These items are either open access or available through the Queen’s University library:
1. “The #MeToo Moment: A Rhetorical Zeitgeist.” Ed. Lisa M. Corrigan. Special Issue of Women’s Studies
in Communication. 42.3 (2019).
2. “#MeToo, Moving Forward.” Ed. Meghan Gilbert-Hickey. Special Issue of South Central Review. 36.2
(Summer 2019).
3. “Time’s Up.” Eds. Natalie Alvarez, Barry Freeman, Laura Levin, Kimberley McLeod, Jenn Stephenson.
Special Issue of Canadian Theatre Review 180 (Fall 2019).
4. Nicholas Mirzoeff. The Appearance of Black Lives Matter. NAME: Ebook, 2017.
5. The UK-based media journal, gal-dem. An online and print publication committed to sharing perspectives
from women and non-binary People of Colour: https://gal-dem.com/
Take a deep dive. Explore, read, and analyze. If you selected a scholarly journal then hone in one article. If
you chose something more journalistic in scope (such as gal-dem or Canadian Theatre Review) select
three articles to read. If you pick the Mirzeoff text, then focus on one chapter from his book.
Finally, return to your image. Write a 500-word summary in which you take an observation, argument, or
paradigm from reading(s) and connect it to your selected image. The summary should also seek to answer
the following: What did you learn from the readings that you did not know before? What were the core
arguments or observations from the readings that stood out to you? How did the text shift your perspective
on your selected social movement?
Rubric for Mini-Assignment #2
Is the selected image thoughtfully sourced?
Does the 500-word summary persuasively take an observation, argument, or paradigm from reading(s) and
connect it to an image?
Does the summary answer one or more of the following queries: What did you learn from the readings that
you did not know before? What were the core arguments or observations from the readings that stood out
to you? How did the text shift your perspective on your selected social movement?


### [Work required]
Show all lines below holding the string "figure".
[The data]
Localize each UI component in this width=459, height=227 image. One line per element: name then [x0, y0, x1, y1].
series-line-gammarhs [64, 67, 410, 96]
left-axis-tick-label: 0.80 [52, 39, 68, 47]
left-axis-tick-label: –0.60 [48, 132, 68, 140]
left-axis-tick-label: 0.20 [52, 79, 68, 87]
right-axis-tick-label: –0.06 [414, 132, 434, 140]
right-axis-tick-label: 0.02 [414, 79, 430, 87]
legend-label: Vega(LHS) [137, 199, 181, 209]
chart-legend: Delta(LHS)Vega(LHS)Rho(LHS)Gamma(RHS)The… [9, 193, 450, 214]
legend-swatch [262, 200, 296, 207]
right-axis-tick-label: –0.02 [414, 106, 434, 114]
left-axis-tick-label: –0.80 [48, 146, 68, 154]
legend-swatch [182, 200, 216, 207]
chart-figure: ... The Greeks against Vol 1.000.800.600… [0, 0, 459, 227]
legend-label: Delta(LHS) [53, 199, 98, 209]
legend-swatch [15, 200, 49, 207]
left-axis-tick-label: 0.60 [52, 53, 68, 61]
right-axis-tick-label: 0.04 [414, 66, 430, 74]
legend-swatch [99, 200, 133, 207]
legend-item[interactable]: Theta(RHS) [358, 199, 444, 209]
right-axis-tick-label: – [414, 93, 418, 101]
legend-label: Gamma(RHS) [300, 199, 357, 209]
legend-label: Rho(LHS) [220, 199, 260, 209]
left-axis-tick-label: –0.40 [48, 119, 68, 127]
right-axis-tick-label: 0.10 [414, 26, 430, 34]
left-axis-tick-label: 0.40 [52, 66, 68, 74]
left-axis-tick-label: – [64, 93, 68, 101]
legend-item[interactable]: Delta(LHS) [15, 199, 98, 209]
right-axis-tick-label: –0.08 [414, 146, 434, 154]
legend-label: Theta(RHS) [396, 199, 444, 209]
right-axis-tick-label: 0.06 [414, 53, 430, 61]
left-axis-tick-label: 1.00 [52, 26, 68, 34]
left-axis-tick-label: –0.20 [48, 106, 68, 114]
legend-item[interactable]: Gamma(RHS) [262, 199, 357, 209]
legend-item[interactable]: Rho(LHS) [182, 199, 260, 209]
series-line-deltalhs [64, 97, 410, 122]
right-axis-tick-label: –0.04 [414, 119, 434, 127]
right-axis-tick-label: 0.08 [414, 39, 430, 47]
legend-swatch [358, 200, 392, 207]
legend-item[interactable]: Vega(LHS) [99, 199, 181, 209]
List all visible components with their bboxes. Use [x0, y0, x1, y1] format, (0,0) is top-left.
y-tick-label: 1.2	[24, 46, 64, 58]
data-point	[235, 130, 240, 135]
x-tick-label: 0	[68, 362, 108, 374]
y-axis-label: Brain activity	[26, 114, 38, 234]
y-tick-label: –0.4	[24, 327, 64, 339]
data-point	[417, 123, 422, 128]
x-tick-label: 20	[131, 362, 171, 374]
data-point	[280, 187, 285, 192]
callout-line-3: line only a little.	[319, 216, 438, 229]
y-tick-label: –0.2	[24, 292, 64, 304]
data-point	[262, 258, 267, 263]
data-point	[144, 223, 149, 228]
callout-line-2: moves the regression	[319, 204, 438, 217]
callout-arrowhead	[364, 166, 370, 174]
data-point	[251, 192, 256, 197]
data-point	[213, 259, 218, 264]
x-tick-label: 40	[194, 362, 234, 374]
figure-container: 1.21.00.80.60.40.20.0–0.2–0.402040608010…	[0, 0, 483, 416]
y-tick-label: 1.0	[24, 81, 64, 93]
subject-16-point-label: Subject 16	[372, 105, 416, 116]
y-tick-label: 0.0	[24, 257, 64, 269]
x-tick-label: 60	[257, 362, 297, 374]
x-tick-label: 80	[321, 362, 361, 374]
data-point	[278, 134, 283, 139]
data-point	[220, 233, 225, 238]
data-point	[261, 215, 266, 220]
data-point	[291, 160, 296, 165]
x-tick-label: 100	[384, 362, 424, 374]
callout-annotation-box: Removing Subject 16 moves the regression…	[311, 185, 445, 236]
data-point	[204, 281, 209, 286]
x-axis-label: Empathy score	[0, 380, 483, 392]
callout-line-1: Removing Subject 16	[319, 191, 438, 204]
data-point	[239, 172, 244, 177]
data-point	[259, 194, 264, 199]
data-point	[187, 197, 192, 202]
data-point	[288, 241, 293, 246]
[/The data]
[The data]
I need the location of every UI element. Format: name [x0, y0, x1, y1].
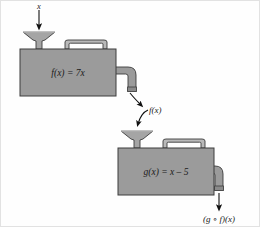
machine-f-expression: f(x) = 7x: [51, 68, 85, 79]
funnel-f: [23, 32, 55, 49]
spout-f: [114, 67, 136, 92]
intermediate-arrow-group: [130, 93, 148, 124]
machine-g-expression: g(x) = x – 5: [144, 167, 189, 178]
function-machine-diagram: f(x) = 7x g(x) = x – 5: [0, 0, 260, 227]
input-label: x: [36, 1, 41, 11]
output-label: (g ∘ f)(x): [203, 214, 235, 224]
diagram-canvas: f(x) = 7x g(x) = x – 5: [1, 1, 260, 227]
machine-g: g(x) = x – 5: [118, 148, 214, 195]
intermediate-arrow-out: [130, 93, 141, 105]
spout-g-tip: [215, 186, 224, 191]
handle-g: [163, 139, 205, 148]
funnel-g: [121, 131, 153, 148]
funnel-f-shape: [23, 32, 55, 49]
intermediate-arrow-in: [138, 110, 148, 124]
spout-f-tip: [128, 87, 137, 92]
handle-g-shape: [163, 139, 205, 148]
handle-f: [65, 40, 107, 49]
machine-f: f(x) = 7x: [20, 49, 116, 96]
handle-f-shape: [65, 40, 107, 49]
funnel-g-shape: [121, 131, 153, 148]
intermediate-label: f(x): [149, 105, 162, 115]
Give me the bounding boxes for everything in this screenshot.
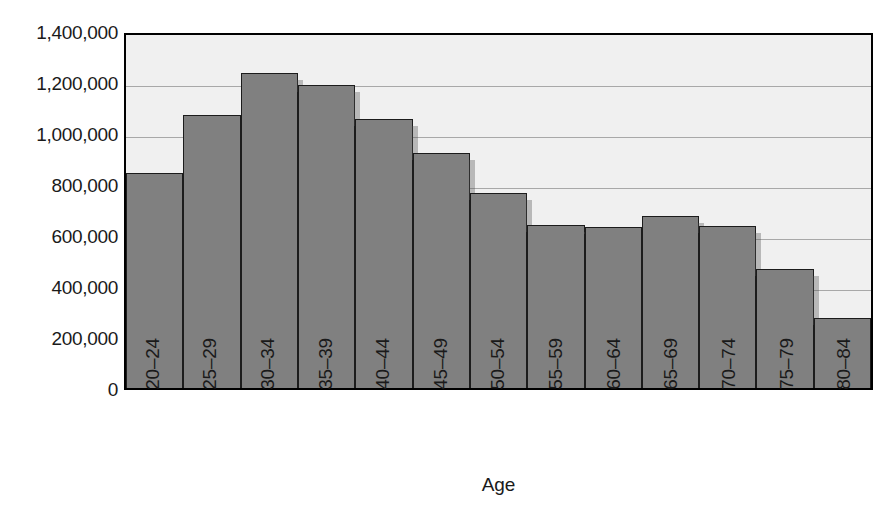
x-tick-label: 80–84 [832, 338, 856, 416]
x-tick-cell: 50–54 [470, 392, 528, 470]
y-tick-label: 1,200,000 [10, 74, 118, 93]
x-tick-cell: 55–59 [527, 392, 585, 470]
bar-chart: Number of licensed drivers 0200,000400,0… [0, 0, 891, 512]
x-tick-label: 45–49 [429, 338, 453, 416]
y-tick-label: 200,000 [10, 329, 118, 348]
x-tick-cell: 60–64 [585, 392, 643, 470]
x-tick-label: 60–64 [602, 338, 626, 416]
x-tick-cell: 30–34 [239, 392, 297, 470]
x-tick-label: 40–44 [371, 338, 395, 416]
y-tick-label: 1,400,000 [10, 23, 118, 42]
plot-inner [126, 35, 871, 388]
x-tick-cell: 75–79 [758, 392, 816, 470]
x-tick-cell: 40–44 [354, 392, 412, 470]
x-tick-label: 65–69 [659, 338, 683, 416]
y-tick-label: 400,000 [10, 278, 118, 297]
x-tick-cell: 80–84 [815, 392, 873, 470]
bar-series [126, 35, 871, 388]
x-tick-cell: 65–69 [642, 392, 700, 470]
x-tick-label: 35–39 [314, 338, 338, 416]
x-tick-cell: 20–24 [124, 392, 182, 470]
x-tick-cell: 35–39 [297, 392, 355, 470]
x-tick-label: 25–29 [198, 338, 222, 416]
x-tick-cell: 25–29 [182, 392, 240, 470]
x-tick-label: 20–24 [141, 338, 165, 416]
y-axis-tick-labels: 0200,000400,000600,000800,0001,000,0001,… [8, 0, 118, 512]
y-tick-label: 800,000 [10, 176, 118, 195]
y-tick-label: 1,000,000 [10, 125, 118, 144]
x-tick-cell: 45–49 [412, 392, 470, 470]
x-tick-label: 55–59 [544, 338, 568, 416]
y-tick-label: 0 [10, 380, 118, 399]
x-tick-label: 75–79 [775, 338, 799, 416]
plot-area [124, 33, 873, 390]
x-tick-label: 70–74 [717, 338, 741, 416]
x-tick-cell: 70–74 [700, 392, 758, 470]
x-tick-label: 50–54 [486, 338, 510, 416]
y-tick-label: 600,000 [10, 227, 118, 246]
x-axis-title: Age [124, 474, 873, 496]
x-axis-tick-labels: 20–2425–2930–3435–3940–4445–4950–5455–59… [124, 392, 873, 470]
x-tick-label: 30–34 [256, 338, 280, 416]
[/The data]
### [Your response]
chart-figure: ... The Greeks against Vol 1.000.800.600… [0, 0, 459, 227]
figure-container: 1.21.00.80.60.40.20.0–0.2–0.402040608010…	[0, 0, 483, 416]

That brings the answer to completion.